Feel the pain - Customer Service Insight
Some of you guys might know that I have been working in the ecommerce space for the last few months. I work as a product manager in one of the top travel sites in India. One thing that has struck home hard is the importance of effective customer service. Every day, there are a handful of customer experiences that would escalate up to me.- Some of these would be customers who have made errors by themselves.
- Some of them would be UX ambiguities because of which the customers made mistakes.
- Some of them would be truly bugs in the system.
But at the end of the day, there is one key tenet, that my team and I try to follow. If it has been analyzed as either of the last two buckets - which means, we were responsible, in some way or the other - be it directly or indirectly, we process the customer first, with the least pain as feasible.
We then, go and root cause, and analyze the bug or improve the UX to make it less ambiguous. The customer should never be left hanging. The customer would never have to write back to us (or call us) unnecessarily again and again. Well, some of these happen, but we try really hard to avoid these situations.
Why am I writing this post, out of the blue, now? I had a really painful customer service experience a couple of weeks ago. This was with one of the self drive cab rent companies (yeah, the one with the burgundy cars). Let me tell you the story, and you figure out yourself.
Saturday afternoon: We have this idea to rent an XUV for a ride. I have never driven one, and my six year old also was super excited about this. So we decide to rent one the following day (Sunday) evening. However, instead of booking for Sunday evening, I mistakenly booked for Saturday evening (same day) - entirely my mistake. The pick up was from SonyWorld Signal, Koramangala.
Few minutes later, after I get all the SMS and email confirmations, I realize my mistake. From experience, I know that, calling customer service up is the best way to make amendments.
I call up customer service. The gentleman on the line was very helpful. He said he would definitely be able to move it to the next day. However, he 'regretfully' told me that, an XUV was not available in the Koramangala lot, but is available in the Garuda Mall lot. I was ok with it, since it is barely 2-3km from my home. And I thought, that was the end of it.
Sunday afternoon - a few hours before the rental time. I get an SMS stating that my XUV was ready at the garuda mall lot, and is waiting for me. I was, ofcourse, super excited.
We drove down to the Garuda mall basement. The attendant over there saw my SMS, which even had the vehicle number, and 'regretfully' said that, the booking does not show in his 'app'. He added for good measure, that the vehicle number mentioned did not even belong to his lot.
This was when it struck me to open up the app and check the booking history. And lo, behold, the booking history said - Koramangala lot.
I called up customer support again and explained to the gentleman on the line that I got an SMS for a different lot, and the app says a different one, and the attendant says he cannot give me a car. He says that he needs to escalate it to a different team and he will call back.
By this time, 20 minutes had rolled past. The wife and kid were uncomfortably seated on 2 moulded plastic chairs in the humid basement of the Garuda mall, with me pacing like a lion which had been fed nothing!
5 minutes past, another gentleman calls me from customer service, and ofcourse, I had to relate the entire story to him. And now comes the exact moment, when 'he gets my goat'! He tells me, to screenshot the sms and email to him.
I got furious by this time (and ofcourse, I am reminded of all the emails I get from our customer service team about how irate a customer is!), and ask him very politely however, how anyone standing in the middle of a road (or in the middle of a basement ramp, in my case) would be able to screenshot and send something. And what if the customer does not know how to screenshot in an android phone (which I had only learned just recently!).
The person on the other line listened patiently, but had no response. And then he says, a car has been despatched from electronic city lot to here, and should reach me in 5 minutes, and that there were no others cars in the lot.
- Unless you are air-lifting the vehicle, there is no way in this city, where you can get a car from Electronic City to Garuda Mall, in 5 minutes. Be practical.
- I saw 2 XUVs standing right ahead of me.
I resolutely held on, and asked him to give the phone to his manager. I asked him why he could not transfer one of the XUVs in front of me to my reservation, and change the electronic city XUV to someone else. Here, I was trying to solve a problem for them. Pch.
45 minutes later, I get an XUV, and we ride out, thinking, we will never use this service again. That is the power of 'bad customer service'.
With that story out of the way, I have reinforced to my team, and to our CRM team, that in no way, should we, as a company, ever put the customer on hold, if there is even a slightest problem from our end. We should resolve the issue at the customer end, move him on, and then later debug, fix, or whatever.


ASSIGNMENT
Identify each line below that contains the word "this", and copy it out.

.....

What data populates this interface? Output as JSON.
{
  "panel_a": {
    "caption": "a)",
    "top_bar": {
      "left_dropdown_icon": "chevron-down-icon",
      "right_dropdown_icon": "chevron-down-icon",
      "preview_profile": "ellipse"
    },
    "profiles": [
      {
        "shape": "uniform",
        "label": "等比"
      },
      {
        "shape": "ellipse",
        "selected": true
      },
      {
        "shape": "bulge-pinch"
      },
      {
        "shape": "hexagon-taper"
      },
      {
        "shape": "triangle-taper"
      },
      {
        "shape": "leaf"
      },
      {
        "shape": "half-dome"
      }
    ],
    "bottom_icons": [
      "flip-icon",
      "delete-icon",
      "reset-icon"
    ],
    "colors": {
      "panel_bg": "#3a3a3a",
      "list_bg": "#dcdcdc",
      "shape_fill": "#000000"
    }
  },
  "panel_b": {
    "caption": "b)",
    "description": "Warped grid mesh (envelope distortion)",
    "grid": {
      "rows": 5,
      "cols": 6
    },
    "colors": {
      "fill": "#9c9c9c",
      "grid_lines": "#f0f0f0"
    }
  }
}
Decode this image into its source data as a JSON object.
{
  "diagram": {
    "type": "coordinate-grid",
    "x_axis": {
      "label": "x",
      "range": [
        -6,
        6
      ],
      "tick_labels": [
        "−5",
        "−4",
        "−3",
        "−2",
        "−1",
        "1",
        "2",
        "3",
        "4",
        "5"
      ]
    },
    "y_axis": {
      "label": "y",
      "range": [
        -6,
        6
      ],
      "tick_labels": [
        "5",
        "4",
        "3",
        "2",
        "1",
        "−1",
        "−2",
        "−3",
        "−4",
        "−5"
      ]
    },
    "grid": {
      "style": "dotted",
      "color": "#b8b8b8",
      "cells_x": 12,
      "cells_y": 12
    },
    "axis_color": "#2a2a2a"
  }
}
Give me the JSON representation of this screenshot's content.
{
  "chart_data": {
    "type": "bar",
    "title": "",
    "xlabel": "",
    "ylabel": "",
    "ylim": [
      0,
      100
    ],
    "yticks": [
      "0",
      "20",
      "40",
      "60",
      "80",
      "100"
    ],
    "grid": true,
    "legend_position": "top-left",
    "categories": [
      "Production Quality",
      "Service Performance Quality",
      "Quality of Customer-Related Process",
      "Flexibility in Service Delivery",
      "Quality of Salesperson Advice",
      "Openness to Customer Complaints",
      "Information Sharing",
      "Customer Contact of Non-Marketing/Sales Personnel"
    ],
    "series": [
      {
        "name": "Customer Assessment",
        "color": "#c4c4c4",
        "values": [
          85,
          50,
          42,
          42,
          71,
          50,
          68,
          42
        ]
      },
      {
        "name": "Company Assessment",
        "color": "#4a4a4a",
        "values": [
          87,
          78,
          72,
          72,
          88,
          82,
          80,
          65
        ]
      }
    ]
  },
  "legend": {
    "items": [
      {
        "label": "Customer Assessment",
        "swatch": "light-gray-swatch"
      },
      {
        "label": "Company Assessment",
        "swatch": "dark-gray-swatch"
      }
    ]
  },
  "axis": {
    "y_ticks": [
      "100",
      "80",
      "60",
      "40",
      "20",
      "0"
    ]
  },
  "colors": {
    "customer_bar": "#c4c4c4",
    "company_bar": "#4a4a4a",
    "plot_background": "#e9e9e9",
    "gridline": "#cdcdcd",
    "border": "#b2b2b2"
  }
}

.....

TASK RESULT
What data populates this interface? Output as JSON.
Decode this image into its source data as a JSON object.
Give me the JSON representation of this screenshot's content.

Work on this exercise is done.